Part II examines four passages in the Pauline and Pastoral letters. Chapter 5 (on 1 Cor 11:2–16) concludes that the Christian wife who participated in public worship without her veil “was knowingly flouting the Roman legal convention that epitomised marriage” and thereby “was being contentious” (p. 96). In chapter 6 (on 1 Tim 2:9–15), the extravagant dressing of wives is contrasted with the metaphorical dress code of piety and good action. Christian wives are to learn in a quiet and humble way. Winter concentrates not on the prohibition of Christian wives teaching but on the manner of it: not “domineering” (authentein). And according to the “enigmatic statement” of 1 Tim 2:15, the Christian wife will be saved from danger through(out) her pregnancy. Winter regards this whole passage as precautionary: extravagant dress would have sent “a wrong signal” to outsiders (p. 122, cf. 108). In Winter’s view, Christian communal care for widows followed a Jewish pattern by contrast with the family responsibility of Greek and especially Roman practice (chapter 7, on 1 Tim 5:11–15); but the church of 1 Timothy could support only widows qualified by age, conduct and ministry. The young Christian widow (of child-bearing age) is assumed to desire marriage because of her “sexual promiscuity,” wishing “to abandon her faith in order to secure a husband who would not marry her if she remained a Christian” (p. 137). According to chapter 8 (on Titus 2:3–5), Cretan women had enjoyed a legally privileged position for centuries. The letter warns Christian women against imitating licentious Cretan women and recommends good household management. The “tying of the virtues of the wife to salvation is unique in Titus” (p. 166).

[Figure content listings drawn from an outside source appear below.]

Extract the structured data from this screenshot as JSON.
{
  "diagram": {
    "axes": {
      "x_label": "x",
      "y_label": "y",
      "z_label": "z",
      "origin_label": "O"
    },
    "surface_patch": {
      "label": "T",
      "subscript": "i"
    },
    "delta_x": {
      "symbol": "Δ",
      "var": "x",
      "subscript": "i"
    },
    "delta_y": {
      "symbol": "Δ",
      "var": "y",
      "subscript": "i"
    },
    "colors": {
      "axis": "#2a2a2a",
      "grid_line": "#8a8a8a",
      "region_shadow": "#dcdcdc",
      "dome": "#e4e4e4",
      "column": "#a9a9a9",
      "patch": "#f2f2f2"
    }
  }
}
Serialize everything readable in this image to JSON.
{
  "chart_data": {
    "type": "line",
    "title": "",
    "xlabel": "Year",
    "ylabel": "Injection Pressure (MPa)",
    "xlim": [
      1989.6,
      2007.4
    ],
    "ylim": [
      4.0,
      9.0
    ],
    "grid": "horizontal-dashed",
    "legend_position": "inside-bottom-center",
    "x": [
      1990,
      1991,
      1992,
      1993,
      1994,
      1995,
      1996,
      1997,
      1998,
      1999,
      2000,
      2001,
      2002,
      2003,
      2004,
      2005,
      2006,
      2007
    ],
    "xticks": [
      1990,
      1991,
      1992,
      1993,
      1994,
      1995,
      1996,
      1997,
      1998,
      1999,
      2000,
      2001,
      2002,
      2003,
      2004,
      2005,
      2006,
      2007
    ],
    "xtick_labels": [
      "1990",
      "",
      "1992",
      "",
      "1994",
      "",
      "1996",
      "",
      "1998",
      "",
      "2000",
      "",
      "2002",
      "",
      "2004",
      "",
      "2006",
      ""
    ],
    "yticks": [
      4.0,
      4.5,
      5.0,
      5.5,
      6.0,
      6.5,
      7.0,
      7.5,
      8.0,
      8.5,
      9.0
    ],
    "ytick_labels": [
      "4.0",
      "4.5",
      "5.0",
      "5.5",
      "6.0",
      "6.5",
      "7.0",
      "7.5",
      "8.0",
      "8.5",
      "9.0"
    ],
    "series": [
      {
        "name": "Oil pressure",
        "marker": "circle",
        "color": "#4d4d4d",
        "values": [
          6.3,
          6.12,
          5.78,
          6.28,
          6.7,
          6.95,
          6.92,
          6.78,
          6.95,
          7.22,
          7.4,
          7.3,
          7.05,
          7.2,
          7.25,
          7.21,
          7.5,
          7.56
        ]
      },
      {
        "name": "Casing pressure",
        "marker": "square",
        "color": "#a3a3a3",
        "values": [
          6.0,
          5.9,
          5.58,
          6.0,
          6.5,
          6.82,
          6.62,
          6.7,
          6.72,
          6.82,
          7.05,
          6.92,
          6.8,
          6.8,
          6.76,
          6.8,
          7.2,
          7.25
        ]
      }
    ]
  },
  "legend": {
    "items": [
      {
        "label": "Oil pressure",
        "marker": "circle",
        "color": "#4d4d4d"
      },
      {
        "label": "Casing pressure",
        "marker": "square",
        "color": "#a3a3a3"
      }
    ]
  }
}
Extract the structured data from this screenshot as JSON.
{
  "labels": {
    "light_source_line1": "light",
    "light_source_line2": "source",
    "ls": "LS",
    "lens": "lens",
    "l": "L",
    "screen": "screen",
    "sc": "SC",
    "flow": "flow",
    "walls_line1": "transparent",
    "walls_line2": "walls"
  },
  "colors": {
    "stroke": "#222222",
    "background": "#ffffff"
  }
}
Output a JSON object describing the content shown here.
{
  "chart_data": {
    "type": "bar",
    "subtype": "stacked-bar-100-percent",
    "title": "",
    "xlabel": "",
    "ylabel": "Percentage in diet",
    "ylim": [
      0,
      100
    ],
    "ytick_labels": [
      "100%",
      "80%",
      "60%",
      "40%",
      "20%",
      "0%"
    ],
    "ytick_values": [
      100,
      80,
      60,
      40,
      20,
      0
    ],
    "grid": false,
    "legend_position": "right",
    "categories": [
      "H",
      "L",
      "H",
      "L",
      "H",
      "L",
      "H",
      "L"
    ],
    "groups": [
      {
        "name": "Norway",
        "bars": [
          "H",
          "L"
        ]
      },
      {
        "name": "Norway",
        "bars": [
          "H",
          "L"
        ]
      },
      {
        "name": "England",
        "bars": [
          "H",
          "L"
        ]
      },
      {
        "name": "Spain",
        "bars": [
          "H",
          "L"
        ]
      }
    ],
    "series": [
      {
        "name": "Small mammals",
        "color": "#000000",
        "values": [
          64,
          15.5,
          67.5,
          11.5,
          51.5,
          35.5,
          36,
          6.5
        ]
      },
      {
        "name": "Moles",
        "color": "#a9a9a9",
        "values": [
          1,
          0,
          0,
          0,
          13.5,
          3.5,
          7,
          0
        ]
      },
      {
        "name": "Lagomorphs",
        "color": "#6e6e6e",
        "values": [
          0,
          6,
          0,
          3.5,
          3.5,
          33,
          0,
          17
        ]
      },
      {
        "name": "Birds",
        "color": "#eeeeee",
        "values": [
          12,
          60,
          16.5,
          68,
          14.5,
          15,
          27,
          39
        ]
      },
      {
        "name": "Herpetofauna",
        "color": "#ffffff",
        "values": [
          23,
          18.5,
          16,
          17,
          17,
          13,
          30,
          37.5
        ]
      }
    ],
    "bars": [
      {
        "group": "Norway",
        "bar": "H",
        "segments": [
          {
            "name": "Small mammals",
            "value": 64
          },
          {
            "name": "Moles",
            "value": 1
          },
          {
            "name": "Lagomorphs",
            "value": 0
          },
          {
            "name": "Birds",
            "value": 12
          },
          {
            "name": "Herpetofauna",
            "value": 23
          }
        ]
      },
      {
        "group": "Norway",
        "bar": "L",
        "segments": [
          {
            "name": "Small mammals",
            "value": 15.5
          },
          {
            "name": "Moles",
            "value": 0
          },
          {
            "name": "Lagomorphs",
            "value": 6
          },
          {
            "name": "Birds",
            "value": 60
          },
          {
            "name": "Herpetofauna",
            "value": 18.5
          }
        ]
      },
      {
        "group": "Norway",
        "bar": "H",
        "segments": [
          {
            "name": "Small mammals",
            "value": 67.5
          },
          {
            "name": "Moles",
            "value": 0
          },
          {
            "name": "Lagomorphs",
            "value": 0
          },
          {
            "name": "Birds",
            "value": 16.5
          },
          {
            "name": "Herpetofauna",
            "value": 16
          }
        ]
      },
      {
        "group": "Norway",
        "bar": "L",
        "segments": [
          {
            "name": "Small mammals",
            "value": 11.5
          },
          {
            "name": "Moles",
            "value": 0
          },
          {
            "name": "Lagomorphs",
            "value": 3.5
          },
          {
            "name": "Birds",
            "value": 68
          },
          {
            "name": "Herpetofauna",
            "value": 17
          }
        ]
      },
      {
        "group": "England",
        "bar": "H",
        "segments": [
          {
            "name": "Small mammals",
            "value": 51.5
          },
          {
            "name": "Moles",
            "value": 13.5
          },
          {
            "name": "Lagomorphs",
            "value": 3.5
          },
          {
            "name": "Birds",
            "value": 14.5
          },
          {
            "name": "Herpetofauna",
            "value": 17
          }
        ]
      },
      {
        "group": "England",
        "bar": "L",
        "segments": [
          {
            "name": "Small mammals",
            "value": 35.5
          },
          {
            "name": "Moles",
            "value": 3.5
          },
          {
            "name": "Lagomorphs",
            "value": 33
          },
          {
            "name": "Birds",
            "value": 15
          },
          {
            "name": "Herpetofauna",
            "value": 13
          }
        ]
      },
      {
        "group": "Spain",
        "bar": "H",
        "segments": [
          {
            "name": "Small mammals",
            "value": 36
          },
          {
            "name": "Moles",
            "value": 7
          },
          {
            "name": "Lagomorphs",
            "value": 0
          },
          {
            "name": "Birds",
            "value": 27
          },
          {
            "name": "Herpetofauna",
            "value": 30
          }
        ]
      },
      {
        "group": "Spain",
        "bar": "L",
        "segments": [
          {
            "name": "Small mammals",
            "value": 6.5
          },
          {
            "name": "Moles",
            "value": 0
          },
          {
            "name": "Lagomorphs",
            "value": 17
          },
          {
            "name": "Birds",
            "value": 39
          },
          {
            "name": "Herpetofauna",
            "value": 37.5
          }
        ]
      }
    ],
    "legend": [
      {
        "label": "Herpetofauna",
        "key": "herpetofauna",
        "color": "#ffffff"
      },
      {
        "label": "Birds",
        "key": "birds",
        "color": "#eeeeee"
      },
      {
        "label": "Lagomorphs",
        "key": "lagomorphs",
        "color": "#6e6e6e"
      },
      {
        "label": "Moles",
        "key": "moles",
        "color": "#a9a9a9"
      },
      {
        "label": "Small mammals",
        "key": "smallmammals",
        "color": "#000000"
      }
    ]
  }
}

Part I deals more generally with the Roman cultural context: the legal position of Roman women and their portrayal by some poets (chapter 2); the legislation of Augustus (chapter 3); philosophers’ study of women and women’s study of philosophy (chapter 4). Part III examines epigraphic evidence for the considerable role of women in commerce, the courts and politics; and compares women in public life with women in the church, especially Phoebe and Junia (Rom 16:1–2, 7). An appendix on “Women in Civic Affairs” contains primary sources in Greek with English translation. Illustrations are available in a “photo archive” on a web site.

Besides mere misprints (including muddled Greek and English on p. 198), there are some errors of source-reference, date, quotation (including reversed sense on p. 129) and grammatical expression. The interpretation of classical and NT texts is sometimes dubious. For example, the matura virgo of Horace Odes 3.6 (pp. 27–28) is not an “older woman” but a “grown-up girl”; marriage is the next (mox), not the current, stage of her life; and her older husband is responsible for his young wife’s promiscuity, exploiting her to gratify his business clients. This is not an instance of “The Promotion of Promiscuity by Poets” (heading, p. 24). Among NT texts, teknogonia (1 Tim 2:15) may mean not “pregnancy” but “giving birth” or even “begetting” by the father (as in the quotation of Arius Didymus, p. 109). It is unclear whether Winter interprets the “danger” as “Satan” (p. 110). “Satan” or “the devil” is explicitly mentioned elsewhere in 1 Timothy but not here. Dia (“through”) need not have a temporal sense. And the definite article with teknogonia need not denote a specific childbirth.

It is risky to take Greek and Latin literary sources too readily at face value without making allowance for genre—whether satire, lyric or novel. The poet should be distinguished from the poetic persona within a poem. And, for example, speeches within Cassius Dio’s historiography cannot be attributed directly to Augustus. An incautious approach to such issues leads to an unduly negative view of male and female sexual morality in the Graeco-Roman world. The aim of the book is best fulfilled in Part II, where Graeco-Roman evidence and contemporary modern scholarship illuminate the social setting of particular NT passages.